Temporary classroom block could ease school’s growing demand for pupil places
Nicholas Thomas – Local Democracy Reporter
Four new classrooms are being installed at a Newport secondary school in anticipation of “increased demand” for pupil places.
More than 100 extra children could need a place at Lliswerry High School in three years’ time, according to a report by the city council’s arms-length property service Newport Norse.
Some 1,103 pupils are currently enrolled at the school, which has a capacity of 1,217 places – but demand is expected to rise to as many as 1,330 places over the next three years.
Short-term
Newport Norse has now applied for planning permission to bring a “demountable four-classroom unit” to Lliswerry High, which will accommodate the extra pupils.
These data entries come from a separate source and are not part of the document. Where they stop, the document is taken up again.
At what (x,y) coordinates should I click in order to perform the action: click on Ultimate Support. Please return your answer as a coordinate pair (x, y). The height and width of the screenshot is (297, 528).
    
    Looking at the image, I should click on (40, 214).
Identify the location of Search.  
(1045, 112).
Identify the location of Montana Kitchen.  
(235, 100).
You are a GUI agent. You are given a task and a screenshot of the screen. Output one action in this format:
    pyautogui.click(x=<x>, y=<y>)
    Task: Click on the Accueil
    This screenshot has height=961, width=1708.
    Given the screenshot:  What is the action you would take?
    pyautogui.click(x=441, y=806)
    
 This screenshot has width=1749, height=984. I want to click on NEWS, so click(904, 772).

The unit is “intended as a temporary provision” that will “provide additional places in the short-term”, allowing the council and school decision-makers time to assess longer-term demand for pupil places.
Smaller unit
If planning permission is granted, the new unit will be transferred to Lliswerry from Bassaleg School, where it was previously used for temporary classrooms.
While any increase in demand for places is expected to be gradual over the next three years, moving the four-classroom unit to Lliswerry now will avoid “annual inconvenience” by adding a smaller unit each year, Newport Norse said.
Unused classrooms in the new unit “can be used flexibly by the school” until they are required for teaching.
Any impact on the school site in Lliswerry would be “minimal” and “does not result in [the] loss of useful grassed sports pitches, hard play area or large amounts of staff car parking”, according to the report.
Newport Norse added that the “additional pupil places provided will ensure that local children have access to a secondary school place in their locality, rather than another school in the city that has spare capacity, ensuring that the pupils remain with their current cohort and minimising traffic movement and air pollution”.